Is it good practice to pass service provider to our controller ?
Method No 1 :
[Authorize]
public abstract partial class BaseSecureController : Controller
{
private readonly IServiceProvider _serviceProvider;
protected readonly ISender _sender;
protected readonly Guid? _userId;
public BaseSecureController(IServiceProvider ServiceProvider)
{
_serviceProvider = ServiceProvider;
_sender = _serviceProvider.GetRequiredService<ISender>();
_userId = _serviceProvider.GetRequiredService<IUserContext>().UserId();
GeneralGuards.AgainstNullUserId(_userId);
}
}
In this approach we could add cached dictionary and then retrieve the services from it
Method No 2:
[Authorize]
public abstract partial class BaseSecureController : Controller
{
protected readonly ISender _sender;
protected readonly Guid? _userId;
public BaseSecureController(ISender sender, IUserContext userContext)
{
_sender = sender;
_userId = userContext?.UserId();
GeneralGuards.AgainstNullUserId(_userId);
}
}
In this approach, we will pass the injection from the controller that is inheriting this controller.
I want to know which approach is better with unit testing POV, good practice and performance wise in the long term.
IServiceProvider
contains all services, so as the number of services increases will it impact the performance of the first approach?
2 is the better approach.
Directly using IServiceProvider
is regarded as something of an anti-pattern. The code consuming the services is better when it does not know how it is provided with those services: better separation of concerns.
As the first comment on the question notes it also makes testing easier (less to double as a mock service provider is not needed).
IServiceProvider
contains all services, so as the number of services increases will it impact the performance of the first approach?
In the second approach the code that instantiates the controller gets the services needed to instantiate the controller from the service provider anyway, so the lookups into the provider will be the same. And framework code, as it is heavily used, gets a lot of performance attention that most business logic code cannot justify.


[Task requirements]
Every record must appear in your copy exactly as written, with no pictures.

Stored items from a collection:
· · · ·

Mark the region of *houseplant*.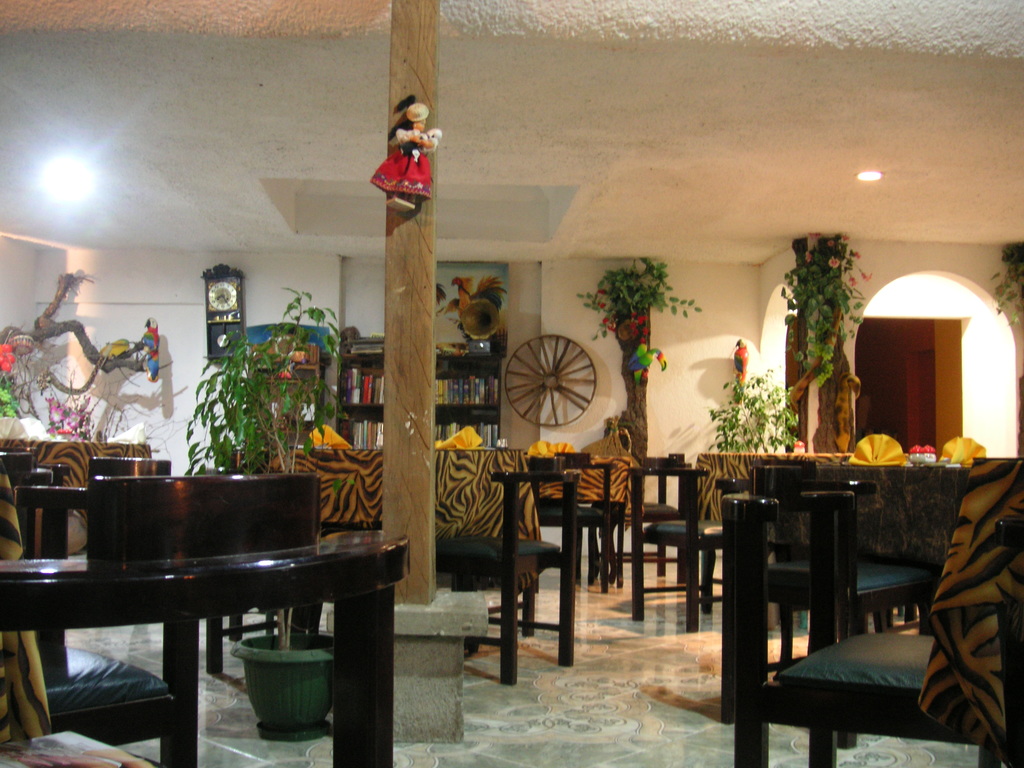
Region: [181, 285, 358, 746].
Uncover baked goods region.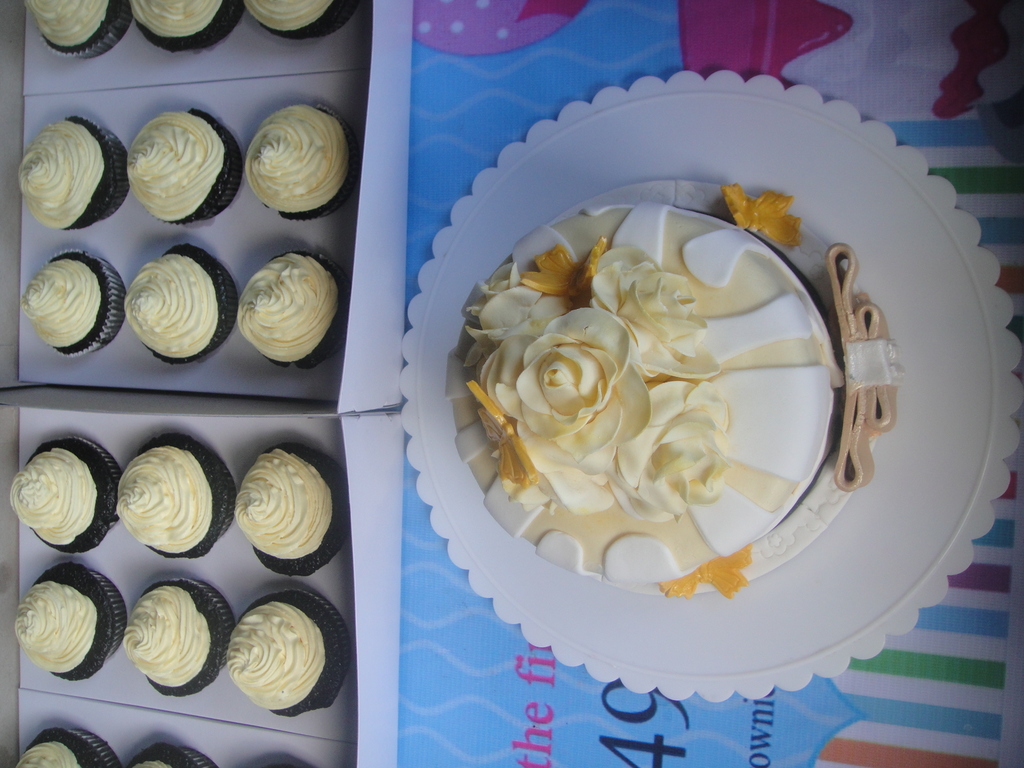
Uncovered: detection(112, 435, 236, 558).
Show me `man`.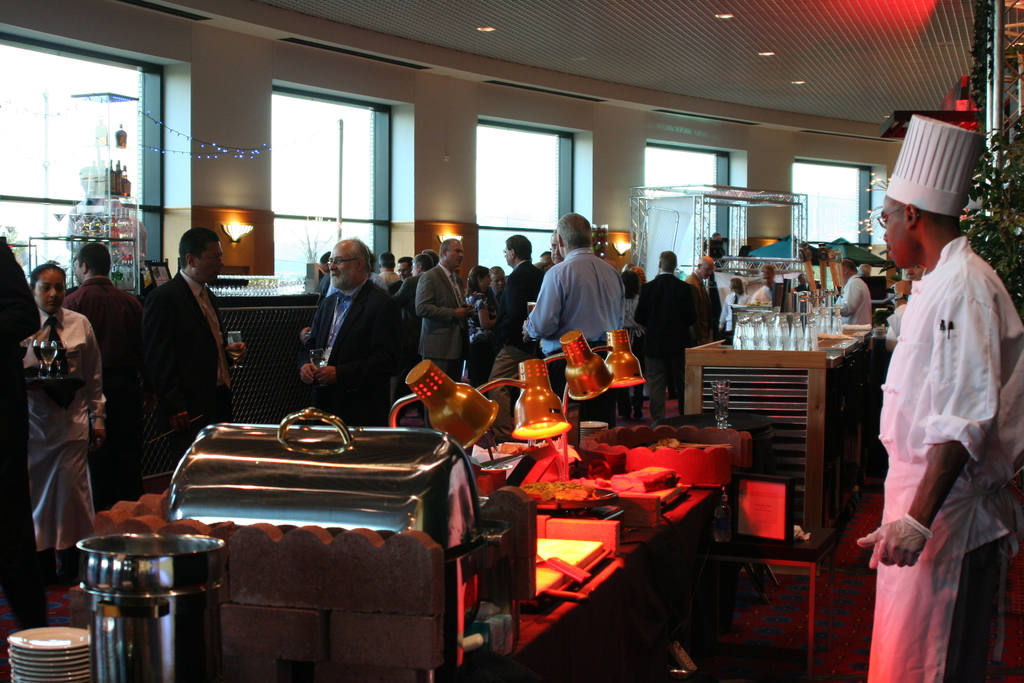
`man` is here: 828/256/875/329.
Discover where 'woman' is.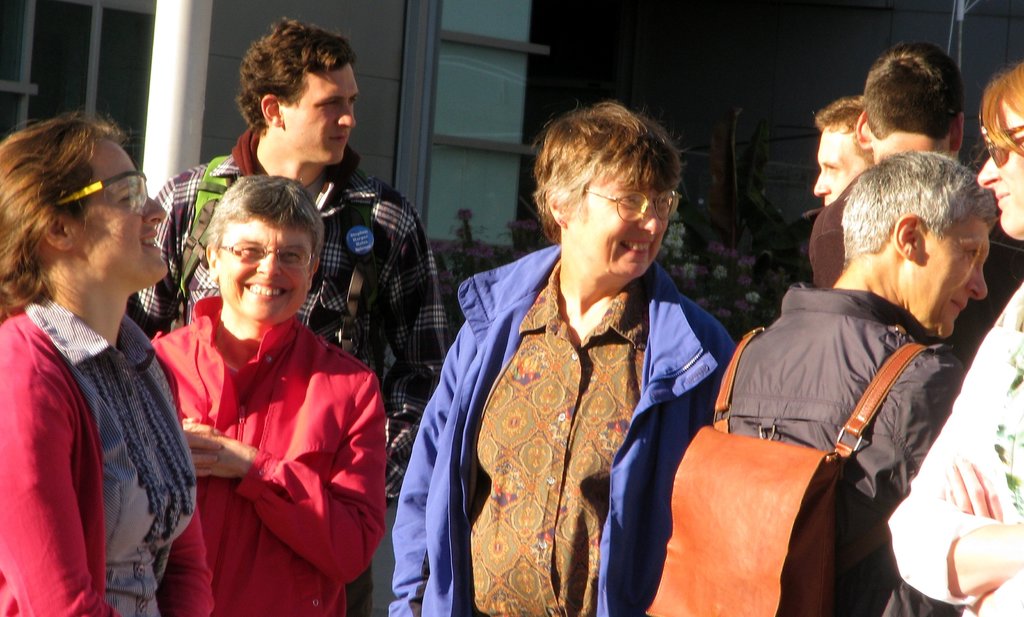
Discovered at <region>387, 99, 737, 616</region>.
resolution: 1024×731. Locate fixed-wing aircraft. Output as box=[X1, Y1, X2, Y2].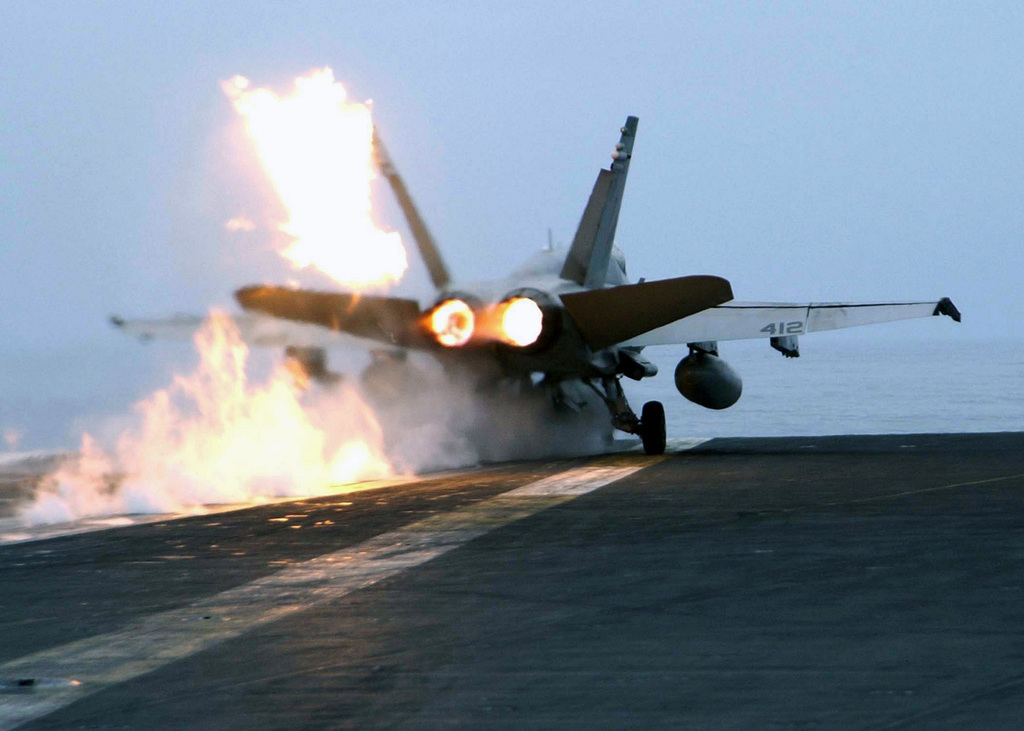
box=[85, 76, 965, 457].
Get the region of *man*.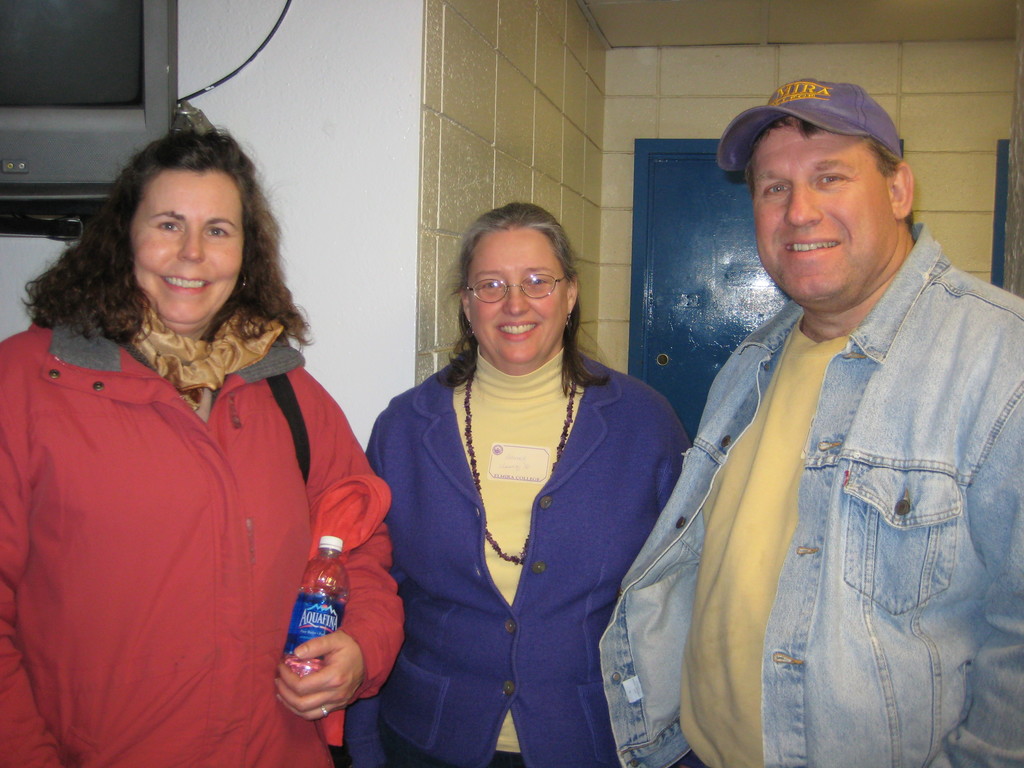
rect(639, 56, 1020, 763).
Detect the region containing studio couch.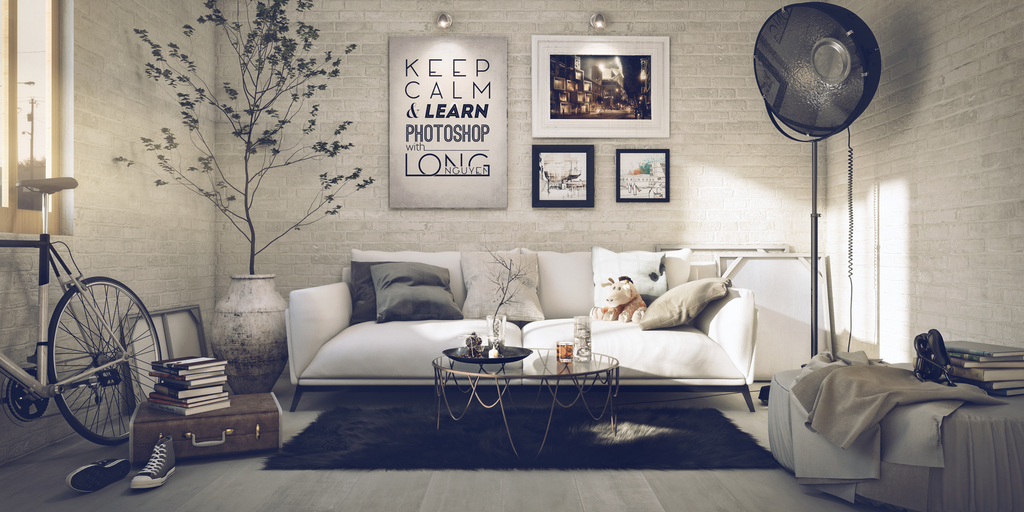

· · · ·

[Answer to this exercise]
Mark the region of *houseplant*.
Region: [181, 285, 358, 746].
Uncover baked goods region.
Uncovered: detection(112, 435, 236, 558).
Show me `man`.
`man` is here: 828/256/875/329.
Discover where 'woman' is.
Discovered at <region>387, 99, 737, 616</region>.
resolution: 1024×731. Locate fixed-wing aircraft. Output as box=[X1, Y1, X2, Y2].
box=[85, 76, 965, 457].
Get the region of *man*.
rect(639, 56, 1020, 763).
Detect the region containing studio couch.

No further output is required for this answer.